Gindes was born on 17 October 1872 in Kiev, Ukraine. He graduated from Medical Department of Kiev State University in 1897 and immediately started working at Chernov clinic, where he was the director of the Children's Infections department for eight years. At the same time, he conducted research in Kiev Bacteriology Institute and published seven scientific works on children's diseases.[2]

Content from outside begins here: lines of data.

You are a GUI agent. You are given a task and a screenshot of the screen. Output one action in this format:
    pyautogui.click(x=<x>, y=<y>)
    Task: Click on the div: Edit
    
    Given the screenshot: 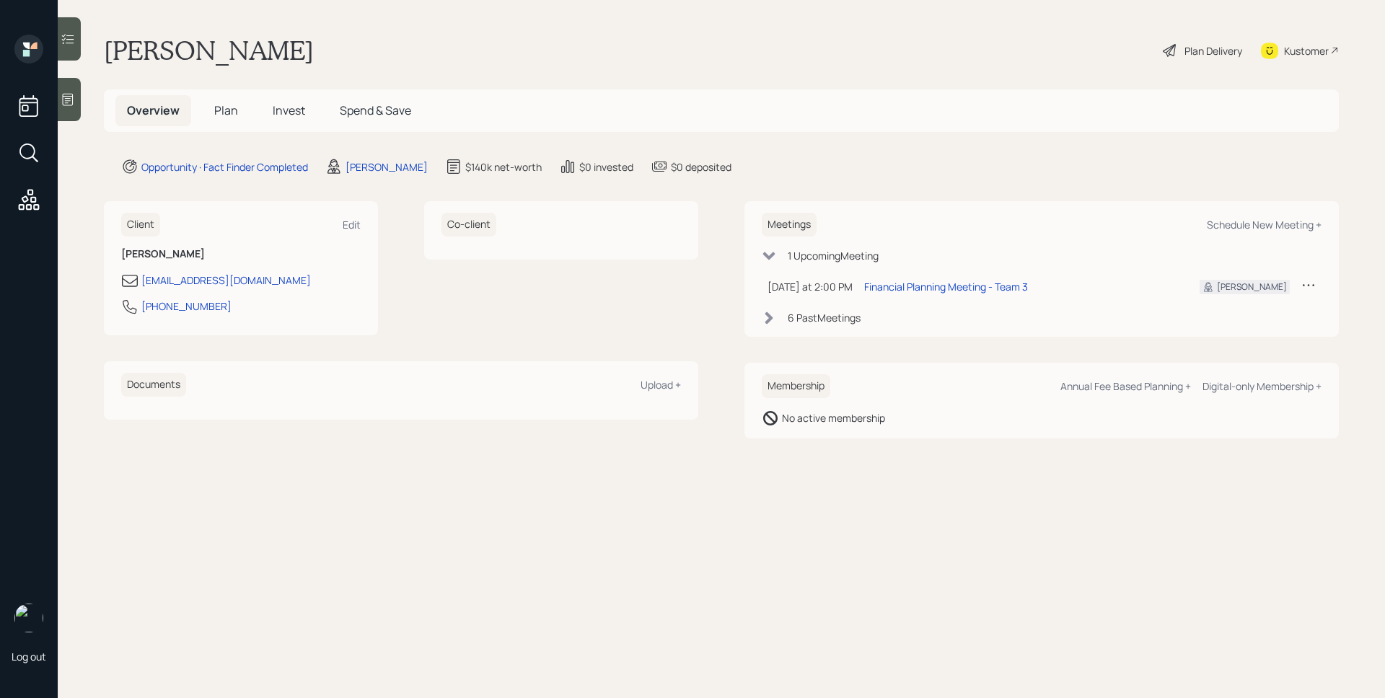 What is the action you would take?
    pyautogui.click(x=351, y=224)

In 1905, following the competition of the Congress of Baku Oil workers, he was selected as finalist to lead the Caucasian Factory Hospital in Baku. The hospital he then directed was the Black City Hospital of Baku. In 1907 he founded the first nursery and kindergarten of Baku for the families with low income and established the Azerbaijani branch of the All Russian League for Fighting Tuberculosis, League of Child Protection, etc. In 1913, he was reportedly fired for not charging people for medical care.[4] The same year, he founded Baku Society of Pediatricians which he chaired himself until the organization was incorporated into a branch of the Baku University.[2]
Political career
With the establishment of Azerbaijan Democratic Republic on 28 May 1918, Gindes participated in formation of the healthcare sector of the country and was appointed the Minister of Healthcare and Social Security of Azerbaijan Democratic Republic in the third cabinet led by Fatali Khan Khoyski on 26 December 1918.
In early 1918, he also founded the Children's hospital in Bayil which he directed until 1922. The same year, he was appointed the director of a new hospital in northern part of Baku called Shemakhinka. That is where he conducts administrative reforms and transforms the hospital into Pediatrics Institute, later to become Institute of Maternity and Childcare.[2][5]
Gindes died in Baku from natural causes on 5 September 1954.[2] The hospital which he had built in 1917 in Sabunchi district of Baku bears his name today.[6]